After Brexit, ethnic minorities in Britain worry about their future, notes Sunil Sethi.
Illustration: Uttam Ghosh/Rediff.com
Online video clips of post-Brexit racist abuse may be blurry, but the message is graphic.
People are seen hurling abuse at strangers in streets. As police escort the faithful into a mosque, protesters hold aloft English St George's Cross flags and shout anti-immigrant slogans.
One man, with a slightly foreign accent, is heard shouting back, 'This is my country, too… I was born here.'
Racist graffiti -- 'Leave the EU -- no more Polish vermin' -- appears on Polish homes. And shocked Asians post tweets like 'Mum got called "Paki" for the 1st time in 40 yrs.'
Brexit jokes in India are both withering and tasteless. 'Okay Britain, you can keep the Kohinoor. After Brexit you guys are going to need the money.' And 'Will Brexit be followed by Immi-exit?' implying that immigrants' exit is now imminent.
Last summer on Election Day, I visited a few polling stations and found the mood optimistic -- Scotland had stayed in after its referendum a few months earlier and David Cameron won a decisive second term. It's goodbye to all that since June 23.
A British journalist friend, proudly Scottish but resident in London since the 1970s, gave an example last year of the city's robust multi-culturalism: "In some London state schools," he said, "You can hear 26 languages spoken and many are taught."
This week his e-mail reads: "It's by far the biggest British crisis of my lifetime -- bigger than anything since 1939. I wake up every morning hoping it hasn't happened and cursing David Cameron for his arrogance and utter ineptitude. If I were younger, and if the weather were better there, I'd move to Scotland."
"The caricature of the retired English colonel, living in Cheltenham, used to have him say 'When I lived in Poona... I don't want to be such a person... looking at the Clyde and thinking of the gossip in the Academy Club."
It's worrying enough for many Britishers to wake up and find their country in political and financial meltdown, and their loyalties tested, but it's infinitely more troubling for its ethnic minorities in an atmosphere of rising xenophobia.
Immigration has always been a divisive issue and the problem is growing. More than three million Syrians fleeing the country's borders are backed by United Nation statistics.
There were about 244 million immigrants worldwide in 2015, but the number had recorded an increase of 71 million since 2000.
About two-thirds of them live in Europe and Asia. Although the number of people from South Asia and the EU in Britain are roughly the same -- three million each -- the country's foreign-born population more than doubled between 1993 and 2004 from 3.8 million to 8.3 million; the increase in foreign citizens also jumped from two to more than five million in the same period.
British-born or not, polyglot ethnic minorities stick out in visibly large numbers. For many English, the distinction between the Polish plumber and Pakistani takeout-owner, the Indian bank manager and Portuguese nurse has blurred.
Staying on was getting difficult before the Leave campaign won, but it will get tougher.
As The Economist says, 'Britain will be a much less welcoming place.'
A Mombasa-born accountant of Indian origin, who kept her Kenyan passport despite being married to a British national for many years, told me this week that she is now required to take exams in British history and politics -- and insultingly in English -- before becoming a citizen.
"I thought it would make work trips and holidays abroad easier. But after Brexit, who knows? Whose country is it anyway?"
Millions of Nepali and Bangladeshi migrants in India, tied through links of employment and kinship, suffer the same unease. Over generations many have become legally Indian, but, as more keep coming, their presence is fraught with political tensions.
Examples: The Gorkhaland agitation in Darjeeling and the result of the recent Assam election. In Assam, there is a strong demand to create a barrier on the border with Bangladesh, but the long boundary with Nepal is open.
There is no accurate estimate that reflects their number -- there may be anywhere between 900,000 to two million Nepalis in India. It is one of the several imperfections that undermine the Aadhaar project of counting heads.
One thing is certain, though. If they were to go back, a sizeable source of cheap labour would disappear, same as the eviction of east Europeans from Britain. But in India there are shortcuts available. An enterprising Nepali restaurant manager I know in Goa has over the years brought several relatives and found them decent educations and well-paying jobs.
When I last broached the subject of insecurity of tenure he cheerfully said, "Not a problem, sir. You see I'm very friendly with the local police. I have a bank account and proof of residence. They will arrange my Aadhaar card."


Restate every entry verbatim; drop the pictures.

□ □ □

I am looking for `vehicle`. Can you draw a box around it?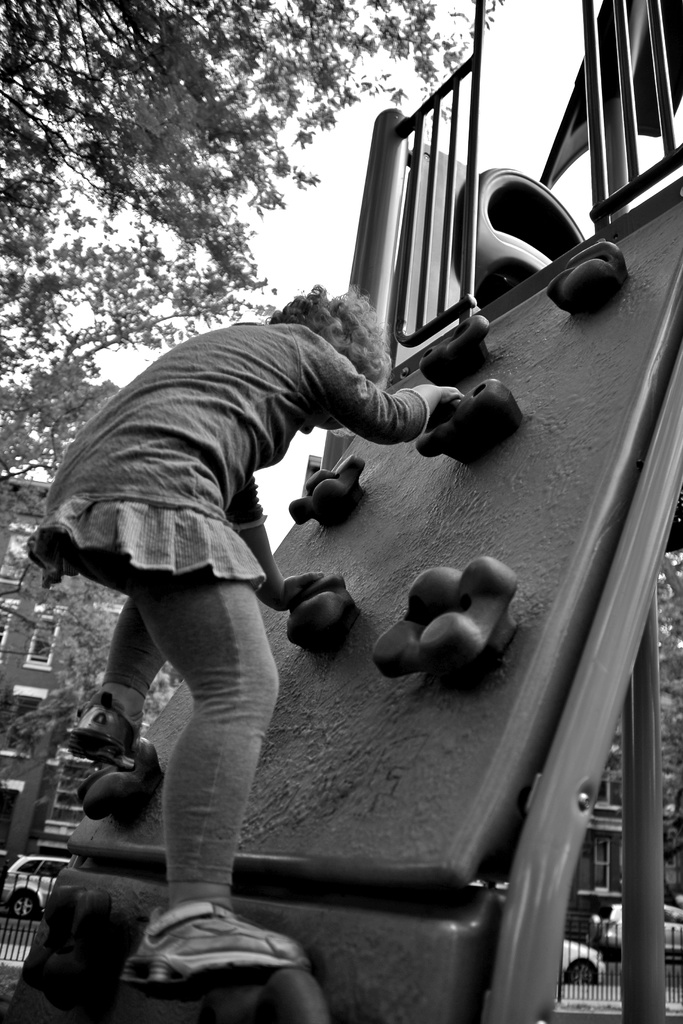
Sure, the bounding box is {"x1": 594, "y1": 897, "x2": 682, "y2": 949}.
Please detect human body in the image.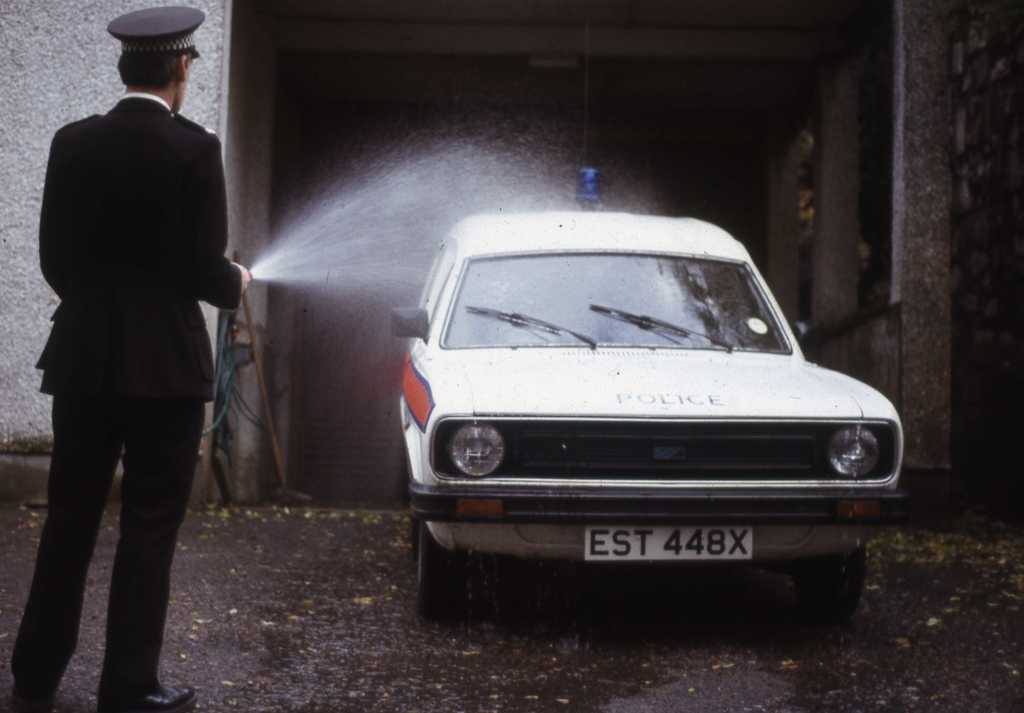
bbox=(29, 35, 249, 712).
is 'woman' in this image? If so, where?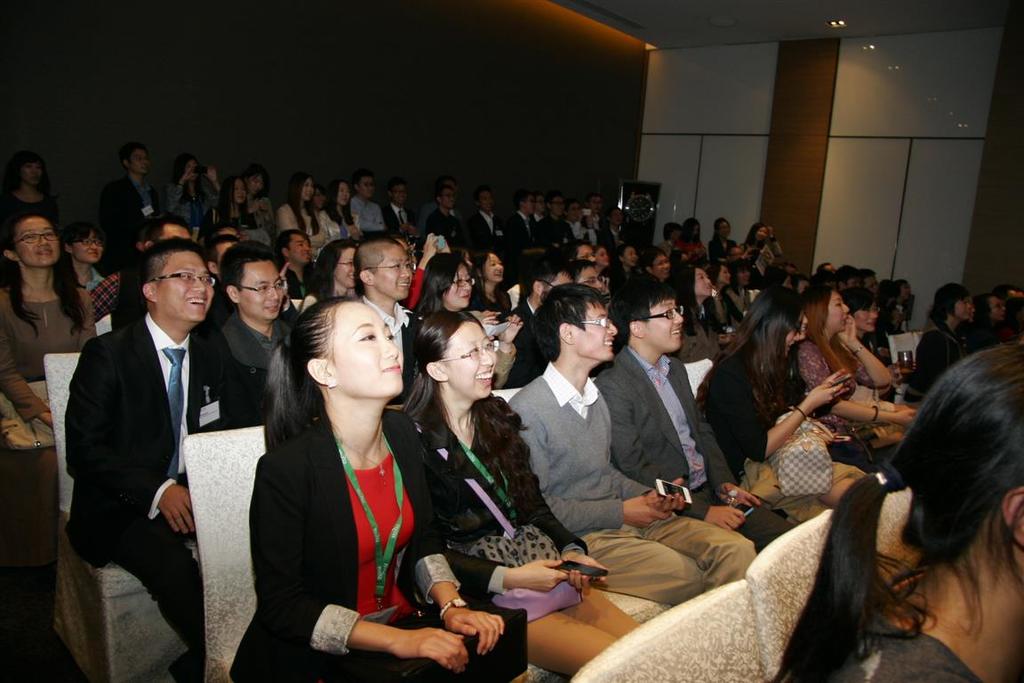
Yes, at 692 291 871 534.
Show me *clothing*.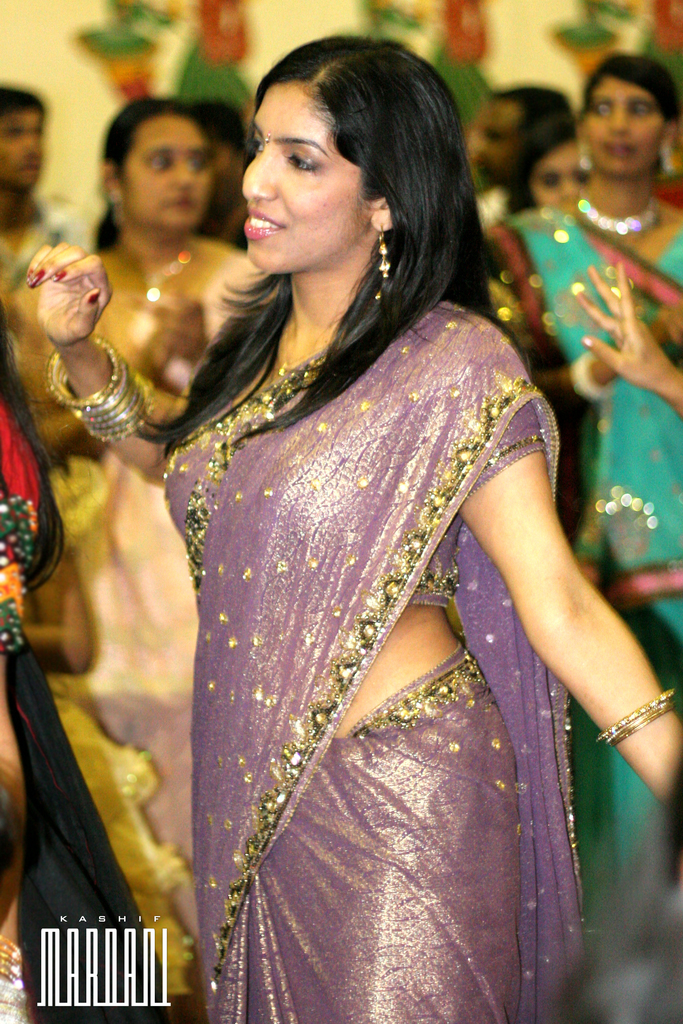
*clothing* is here: box(33, 233, 248, 943).
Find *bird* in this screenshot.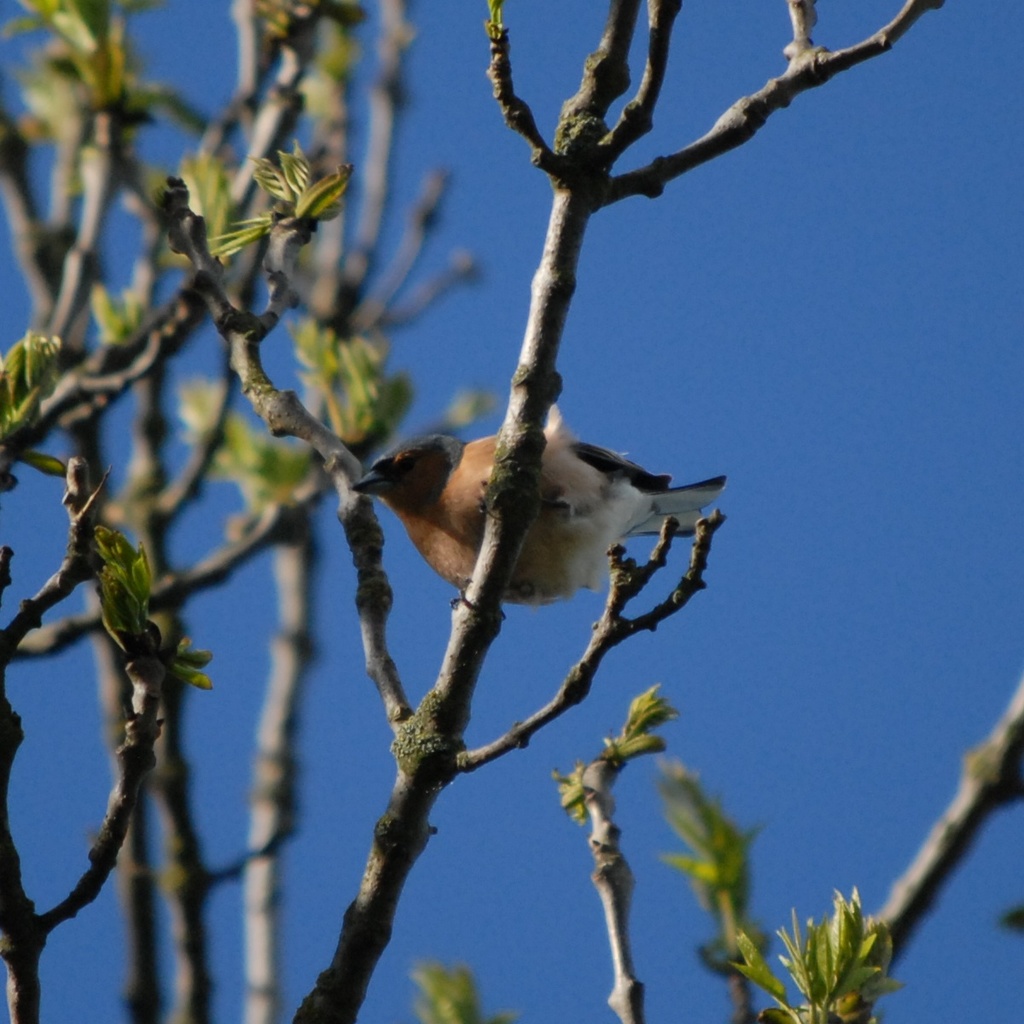
The bounding box for *bird* is (355, 422, 723, 637).
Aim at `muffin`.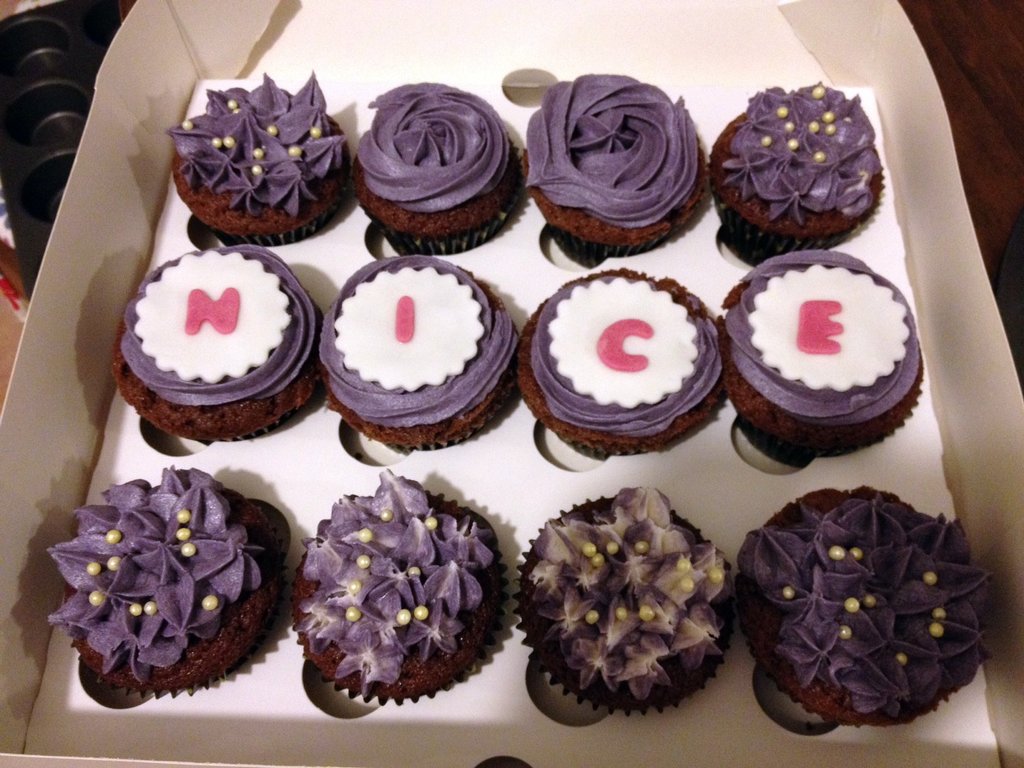
Aimed at box=[288, 471, 504, 708].
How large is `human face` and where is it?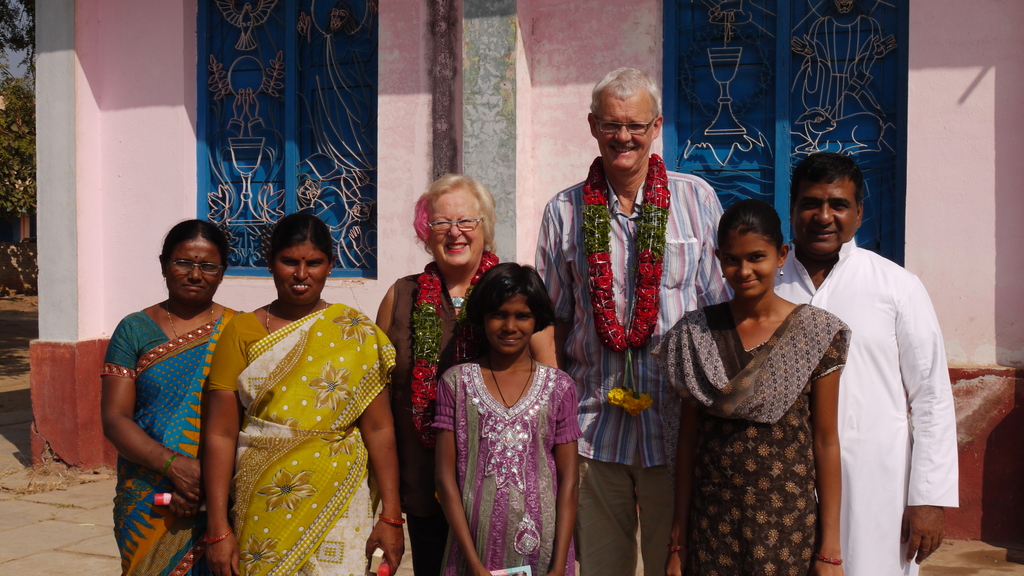
Bounding box: <region>485, 298, 535, 357</region>.
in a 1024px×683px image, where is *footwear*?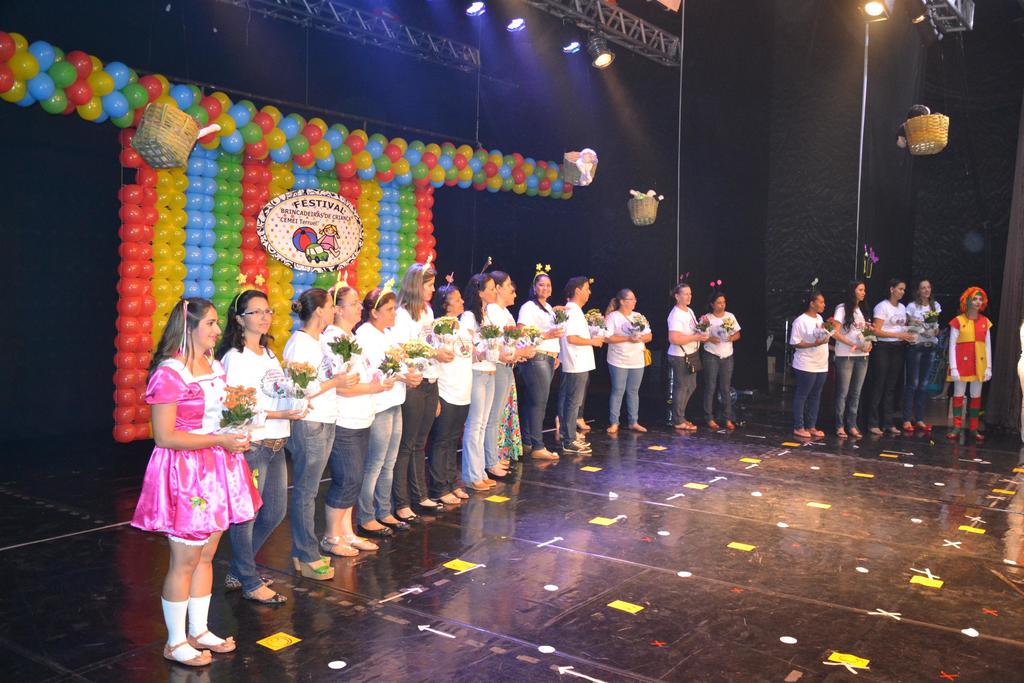
<region>442, 492, 460, 504</region>.
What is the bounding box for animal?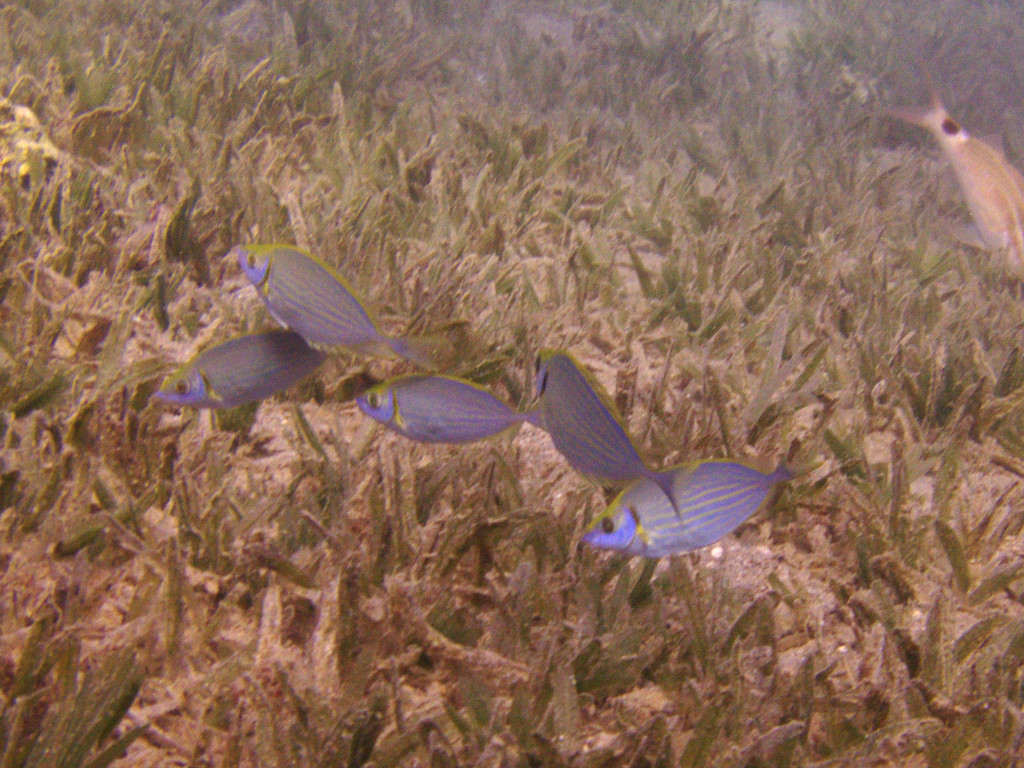
136/317/308/406.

□ □ □

Answer to the problem
I am looking for `vehicle`. Can you draw a box around it?
Sure, the bounding box is {"x1": 594, "y1": 897, "x2": 682, "y2": 949}.
Please detect human body in the image.
bbox=(29, 35, 249, 712).
is 'woman' in this image? If so, where?
Yes, at 692 291 871 534.
Show me *clothing*.
*clothing* is here: box(33, 233, 248, 943).
Find *bird* in this screenshot.
The bounding box for *bird* is (355, 422, 723, 637).
Aim at `muffin`.
Aimed at box=[288, 471, 504, 708].
How large is `human face` and where is it?
Bounding box: <region>485, 298, 535, 357</region>.
in a 1024px×683px image, where is *footwear*?
<region>442, 492, 460, 504</region>.
What is the bounding box for animal?
136/317/308/406.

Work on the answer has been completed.